Lee laughs. “My wife decorated it,” he says. “I admit it took some time getting used to, but now I like it. My son says it looks like a garage sale.”
He presses buttons on the arms of his electric wheelchair and buzzes out from behind the driftwood desk to offer a tiny hand.
“So pleased to make your acquaintance, sir,” he says. “Mr. Trale has told me a great deal about you and what a fine job you did for Dempster-Torrey.”
“That was nice of him,” Cone says, shaking the little paw gently. “You and Trale old friends?”
“Please sit down there. I insisted I have at least one comfortable chair for visitors. As you can see, my chair is mobile, but I must sit on a Manhattan telephone directory to bring me up to desk level.”
He laughs again, and Cone decides this guy is the most scrutable Oriental he’s ever met. Timothy flops down in the leather tub chair, and Lee whizzes around behind his desk again.
“Oh, yes,” he continues, “Simon and I have been friends for many, many years. We play chess together every Friday night.”
“And who wins?”
“I do,” the old man says, grinning. “Always. But Simon keeps trying. That is why I admire him so much. Mr. Cone, I received a phone call from Mr. Jeffreys of Blains, Kibes and Thrush. He informed me that he has negotiated a satisfactory service contract with Haldering and Company, and that you have been assigned to our case. I was delighted to hear it.”
“Thanks,” Cone says. “So what’s your problem?”
“Before I get into that, I’d like to give you a little background on our company.”
“I got all the time in the world,” Cone says. “You’re paying for it.”
“So we are. Well, I’ll try to keep it mercifully brief. I emigrated from Taiwan—called Formosa in those days—in 1938, just before the beginning of the war. I had been waiting several years to get on the quota.
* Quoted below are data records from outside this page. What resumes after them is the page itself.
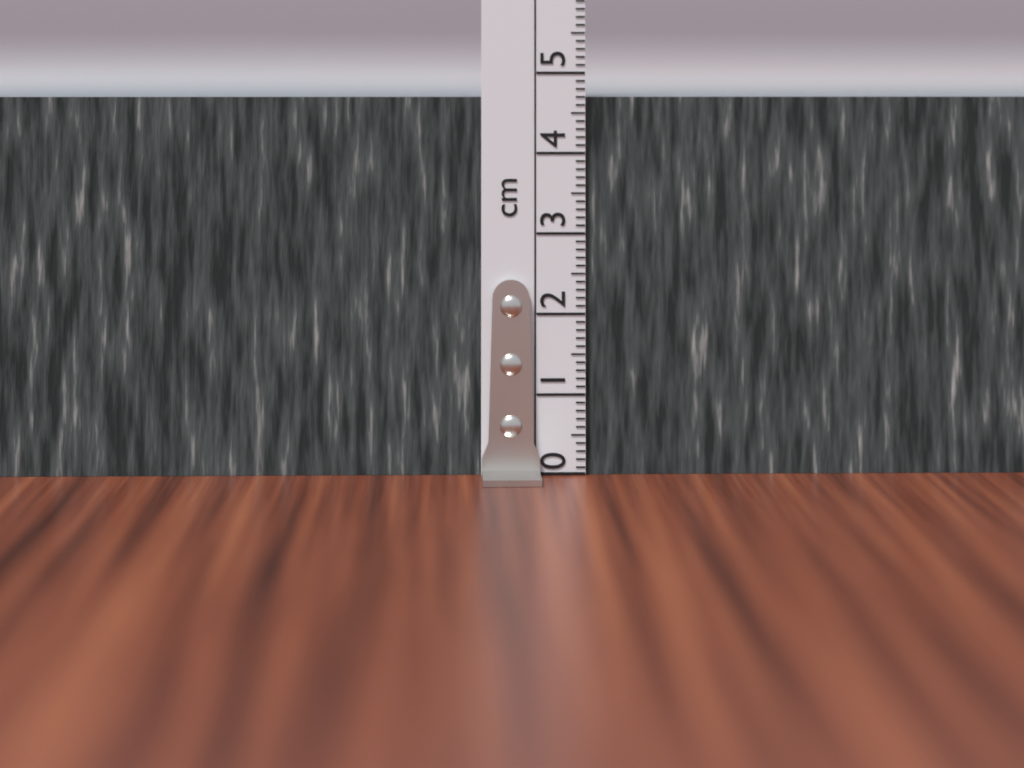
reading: 4.7 cm
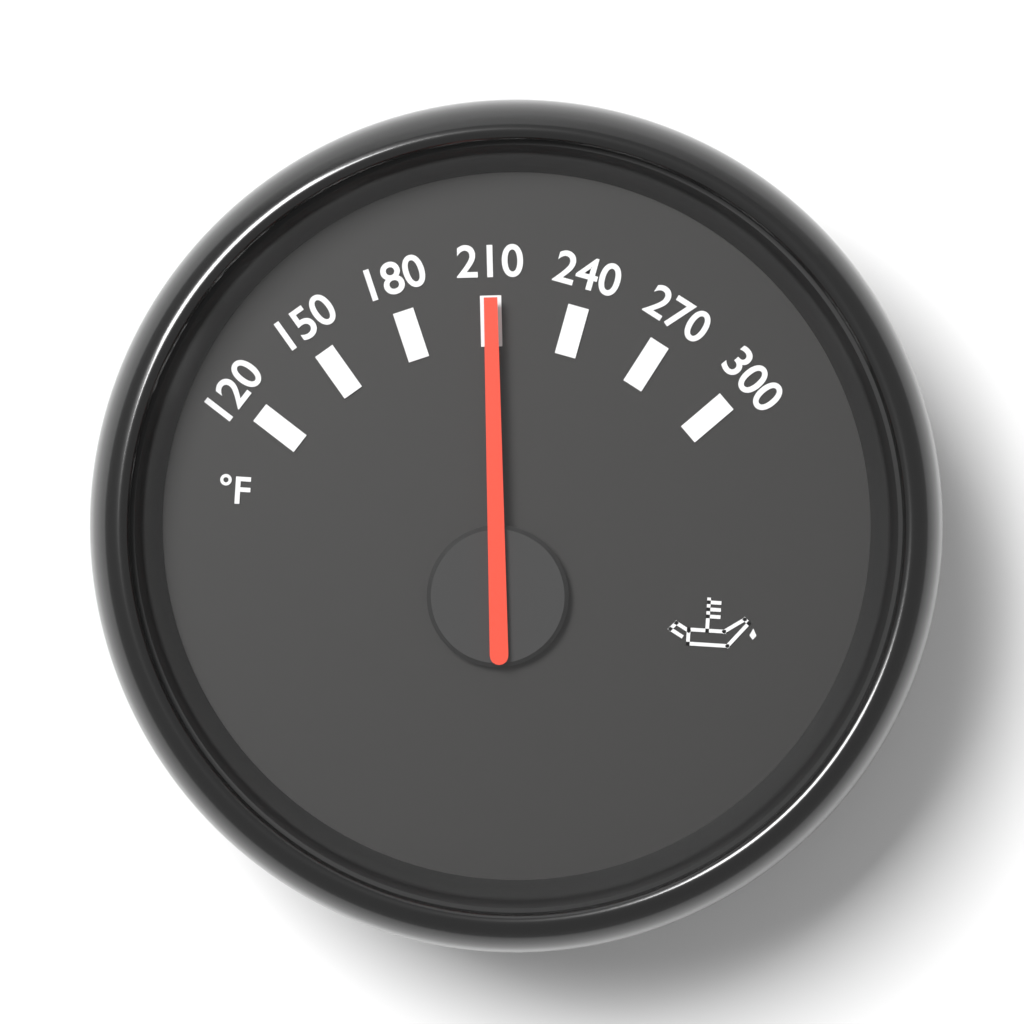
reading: 210 °F
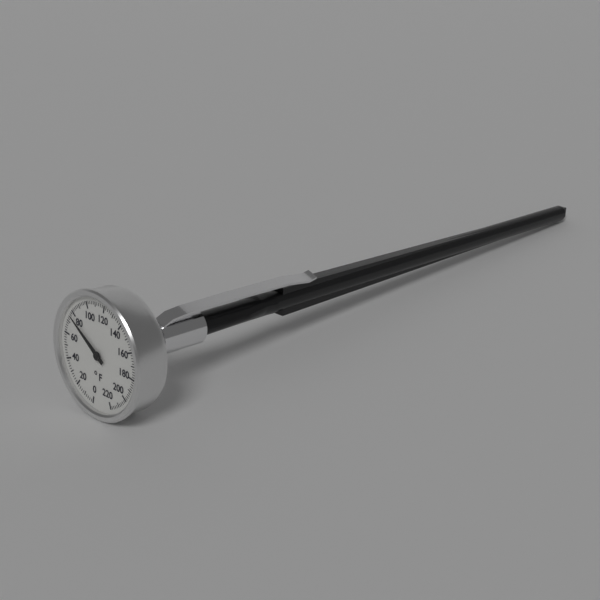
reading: 76 °F
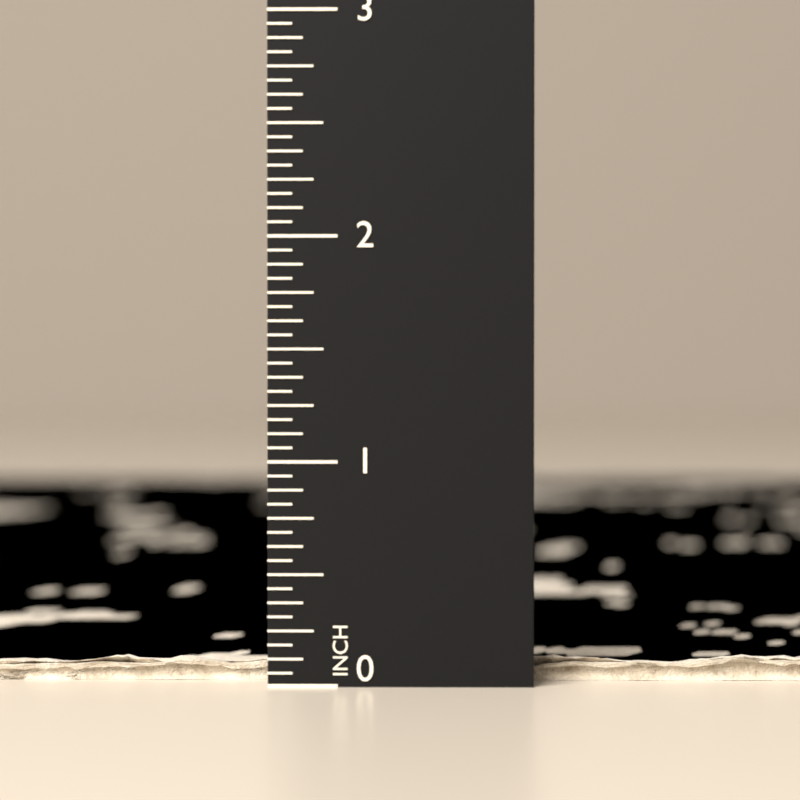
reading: 0.1250 in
At that time it was extremely difficult for Asians to enter the United States legally.”
“I can imagine.”
“However, eventually I did arrive. I came to New York and, with the aid of relatives already here, started a small business on Mott Street. It was really a pushcart operation; I couldn’t afford a store. I sold Chinese fruits and vegetables. Well, one thing led to another, and now I own White Lotus. A typical American success story.”
“You make it sound easy,” Cone says, “but I’ll bet you worked your ass off.”
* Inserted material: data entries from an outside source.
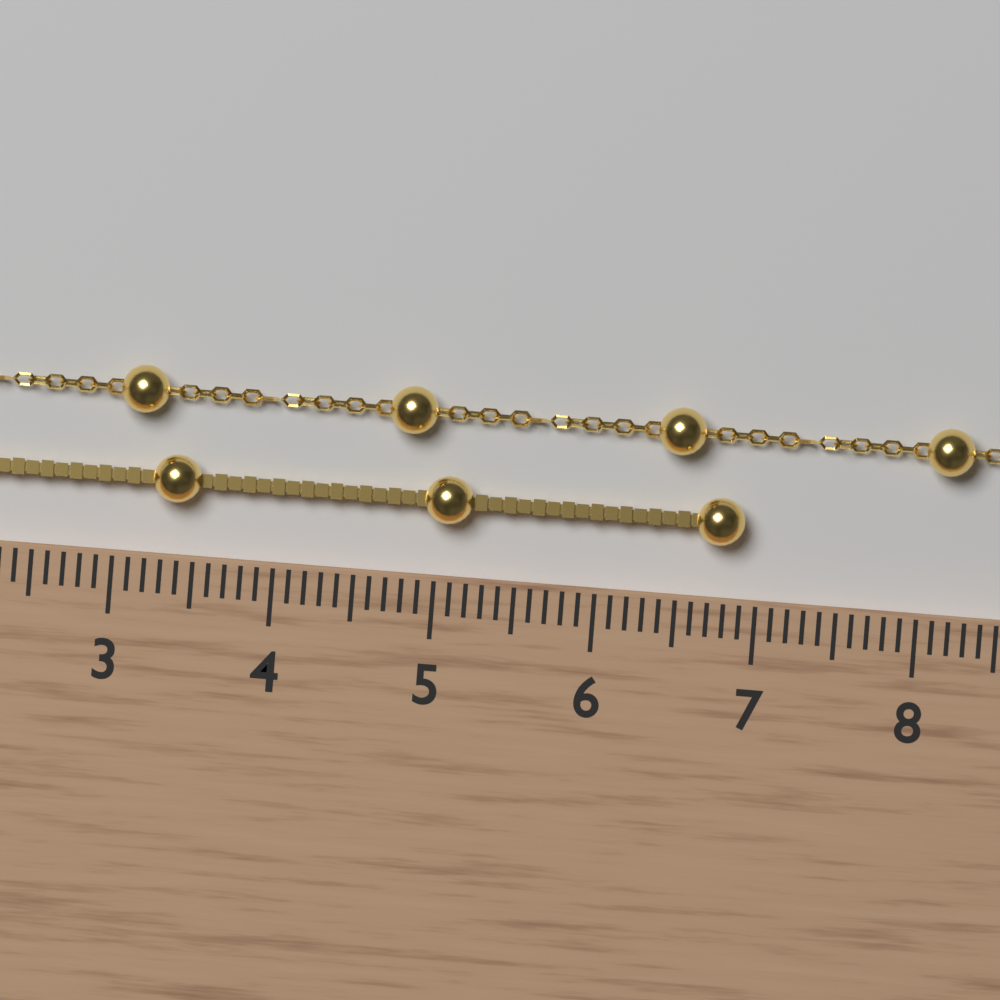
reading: 6.9 cm
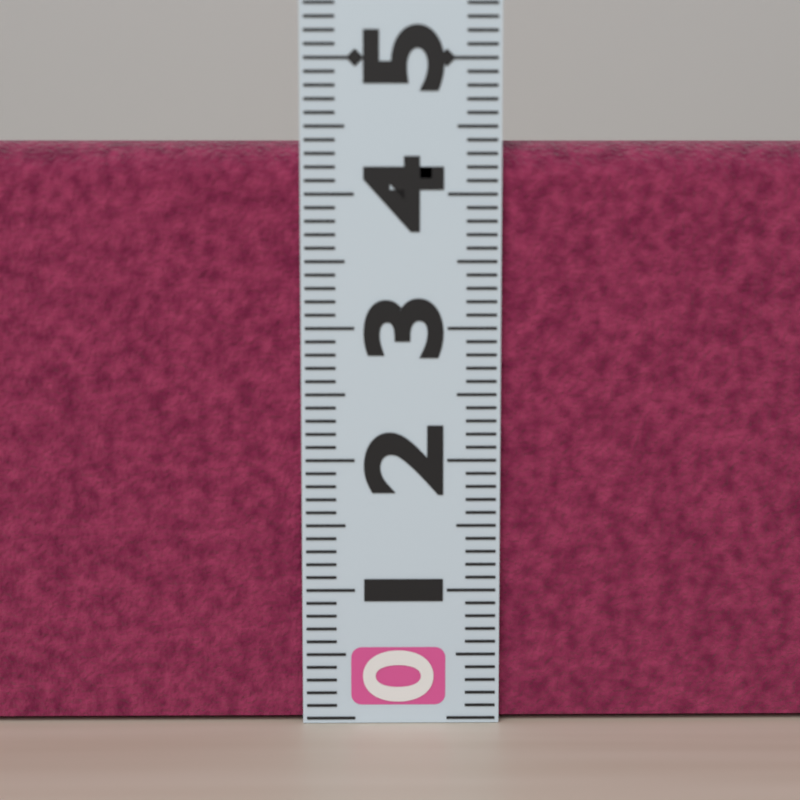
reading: 4.4 (no unit)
“Eighteen hours a day,” Lee says, nodding. “In all kinds of weather. Which is probably why I’m now chained to this electric contraption. But the family members I eventually employed worked just as hard. The pushcart became a store, offering poultry and meats as well as vegetables. That one store became four, and we began selling prepared foods. And not only to local residents but to tourists and uptown visitors who came to Chinatown. They wanted mostly chop suey and chow mein in cardboard containers, so that’s what we sold. It was merely a small step from that to the canning process. We went public in 1948.”
“And the rest is history.”
Chin Tung Lee smiles with a faraway look, remembering.
“Do you know, Mr. Cone,” he says, “I miss those early days. The hours we worked were horrendous, but we were young, strong, and willing. And you know, I don’t think any of us doubted that we’d make it. This country offered so much. If you devoted your life to your business, you would succeed. It seemed that simple.”